Esther was the director of Taipei Contemporary Art Center from 2015 to 2107, and the curator of This is not a Taiwan Pavilion — collateral event in the 55th Venice Biennale in 2013. She has curated a number of international exhibitions and workshops in Asia and Europe. Her recent curatorial practice involves creating co-learning and innovative mediation strategies for professional workshops and audience experience.

www.lo0.tw

Tzu-An Wu 

Tzu-An Wu makes experimental films. He likes to manipulate heterogeneous images, sounds, and texts, to question the construction of the narrative and the selfhood. In recent years he works mainly with Super 8 and 16mm film techniques, while he is also interested in the intersection of both analog and digital techniques of visual reproduction. 

He holds an MA in Media Studies from The New School, New York, and a BA in Gender and Cultural Studies from National Tsing Hua University, Taiwan. His works have been shown internationally, including BFI Flare (London), International Film Festival Rotterdam (Netherland), CROSSROADS (San Francisco), MixNYC (New York), EXiS (Korean). He was awarded the jury prize at Festival of Different and Experimental Cinema (Paris). Exhibitions include Taiwan Biennial, Metropolitan Museum of Manila, and Taipei Artist Village, etc. Also, he is a member of The Other Cinema, a collective focus on programing, promoting, and discussing experimental cinema and artist's moving image.

tzuanwu.net

Hou I-Ting

Hou's art practice mainly focuses on long-term project-based creations that employ digital media installation, site-specific performance and participatory projects. In her work, she re-arrange economic production modes in different social sites while exploring more potential methods beyond these modes, which involves economy, body politics and gender education in the post-modern society as well as penitentiaries, incarceration spaces and their history.She is especially interested in the female labor condition in the socioeconomic system of the past and of today. Her practice pivots around the changing relationship between the body and imagery over the course of time. In particular, she transforms her on-site sewing performance into a cultural critique on the labor process within a capitalist society.

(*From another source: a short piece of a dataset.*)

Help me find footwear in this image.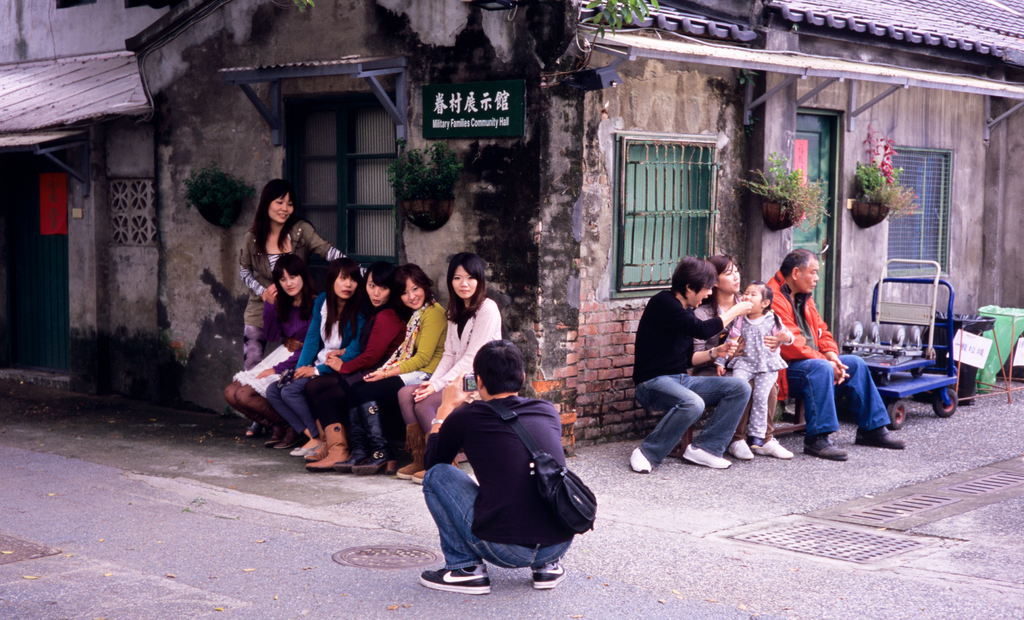
Found it: bbox=(425, 546, 497, 596).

She has exhibited internationally, including We Now Stand — In Order to Map the Future, 21st Century Museum of Contemporary Art, Kanazawa, Japan (2019); Contemporary Art from Asia, Australia and the Pacific: A Selection of Works From QAGOMA’s Asia Pacific Triennial, Centro Cultural La Moneda, Santiago, Chile (2019); Tejiendo identidades (Weaving Identities): Hou I-Ting Solo Exhibition, PHotoEspaña, Centro de Historias, Zaragoza, Spain (2019); Cold Chain: Hou I-Ting Solo Exhibition, Taipei Fine Arts Museum, Taipei, Taiwan (2019); 9th Asia Pacific Triennial of Contemporary Art, Queensland Art Gallery | Gallery of Modern Art, Brisbane, Australia (2018)

Tan Zi Hao 

Tan Zi Hao is an artist, writer, and researcher whose idea has taken shape across a diverse range of topics involving soil ecology, language politics, interpretive etymology, mythical chimeras, and organic assemblages. Informed by the political contestation of identity vis-à-vis the nation-state, his works are conceived with an intention to challenge cultural essentialism and sovereignty by privileging the assemblage. 

Tan completed his PhD in Southeast Asian Studies at the National University of Singapore, undertaking fieldwork research on animal imagery in the Islamic art of Cirebon, West Java. His recent exhibitions include Back to Art, A+ Works of Art, Kuala Lumpur, 2020; The Horizon is Just an Illusion: New Thoughts on Landscape, OUR ArtProjects, Kuala Lumpur, 2018; ILHAM Contemporary Forum (Malaysia 2009–2017), ILHAM Gallery, Kuala Lumpur, 2017; Singapore Biennale: An Atlas of Mirrors, Singapore Art Museum, Singapore, 2016–2017.